A Heritage of Topographic Memory in Norwich: from 1549 to the Ordnance Survey Explorer Series Map OL40

Calmly negotiating the inclement weather that we have had recently, the Research Team for the Past in its Place project (http://pastplace.exeter.ac.uk/) visited Norwich a few weeks ago. My own ‘memories’ of Norwich revolve around a post-A-Level boat trip with nine friends and 20 crates of Newcastle Brown Ale (2 each) on the Norfolk Broads. This was not exactly a glorious memory to be proud of, so I was very keen to return to Norwich partly in order to apologise to anyone who might have remembered my last visit.

My memory of Norfolk was that it was topographically quite flat – I guess this is the impression that many people have of East Anglia more broadly. With this in mind, therefore, something that struck me as odd when I was doing some preparatory reading for the trip was a reference to the city being poorly fortified, partly due to it being overlooked by a prominent hill: “Norwich is like a great volume with a bad cover, having at best but parchment walls about it. Nor can it with much cost and time be effectually fortified, under the frowning brow of Mousehold-hill, hanging over it”. The passage is from Francis Blomefield’s (1806) Topographical History of the County of Norfolk, volume 3: History of the City and County of Norwich, part 1, (pages 220-265). According to Blomefield, who draws heavily from Alexander Neville’s Norfolkes Furies (published in 1575) the prominence of this hill, which provided a commanding prospect over the City, played a key role in Kett’s Rebellion of 1549.

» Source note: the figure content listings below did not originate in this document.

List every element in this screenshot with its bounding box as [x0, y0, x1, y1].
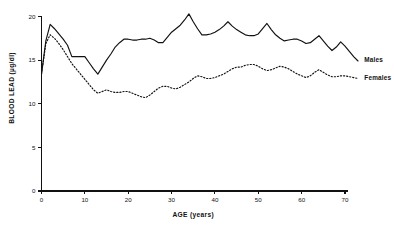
series-line-males: [42, 14, 359, 74]
series-inline-labels: MalesFemales: [364, 56, 391, 80]
y-axis-group: 05101520: [29, 13, 42, 195]
x-tick-label: 60: [298, 196, 305, 203]
y-tick-label: 20: [29, 13, 36, 20]
y-axis-tick-labels: 05101520: [29, 13, 36, 195]
data-series-group: [42, 14, 359, 98]
x-tick-label: 0: [40, 196, 44, 203]
x-tick-label: 70: [342, 196, 349, 203]
x-tick-label: 10: [81, 196, 88, 203]
chart-canvas: 05101520 010203040506070 MalesFemales AG…: [0, 0, 394, 236]
x-tick-label: 50: [255, 196, 262, 203]
series-label-females: Females: [364, 74, 391, 81]
y-tick-label: 15: [29, 56, 36, 63]
x-tick-label: 40: [211, 196, 218, 203]
y-tick-label: 5: [32, 144, 36, 151]
y-axis-title: BLOOD LEAD (µg/dl): [8, 52, 16, 124]
y-tick-label: 10: [29, 100, 36, 107]
x-tick-label: 30: [168, 196, 175, 203]
y-axis-title-text: BLOOD LEAD (µg/dl): [8, 52, 16, 124]
series-label-males: Males: [364, 56, 383, 63]
series-line-females: [42, 35, 359, 98]
x-axis-group: 010203040506070: [40, 191, 349, 203]
x-axis-title: AGE (years): [172, 211, 214, 219]
y-tick-label: 0: [32, 187, 36, 194]
x-tick-label: 20: [125, 196, 132, 203]
blood-lead-by-age-chart: 05101520 010203040506070 MalesFemales AG…: [0, 0, 394, 236]
x-axis-tick-labels: 010203040506070: [40, 196, 349, 203]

Kett’s Rebellion (see http://en.wikipedia.org/wiki/Kett%27s_Rebellion for a general history), is commemorated through several features of the present cityscape of Norwich: Kett’s Hill Bakery and Kett’s Tavern are both situated on Kett’s Hill (the B1140), leading north from the city centre towards Mousehold Heath. And, despite being less than 50m above sea level, the relative topography of the hill certainly does provide a commanding prospect of the city, witnessed by an official Ordnance Survey ‘viewpoint’ on the 1:25,000 scale Explorer Map (OL40).

On the south side of Kett’s Hill Road, is an overgrown park overlooking the gas works. Originally donated to the city council by an anonymous benefactor in 1970, the park was called Jubilee Heights until 1985 when it was renamed Ketts Heights, and was cleared and ‘restored’ for the enjoyment of all the residents of Norwich.

On the north side of Kett’s Hill, however, the land is cleared of trees and undergrowth, and from the Ordnance Survey’s viewpoint, one can see across the city centre, over the ‘parchment walls’ towards Bishopsgate and other streets named by Neville and Blomefield as being the scenes where some of the fiercest hostilities took place in 1549.

Reading Neville’s and Blomefield’s descriptions of Kett’s Rebellion, the topography of the city, and the seeming porousness of its walls appears to be a significant factor in the events as they unfolded. Skirmishes took place along streets that could be clearly seen; confrontations occurred in the dense urban quarters that could be surveyed from on high; while artillery manoeuvres were observed from the safety of the hill. Sitting on this prominent height more than 450 years later, it is the actual view, and the experience of a sort-of-aerial survey of the landscape, possible from this southern edge of Mousehold Heath, which is one of the key aspects of the Rebellion’s heritage.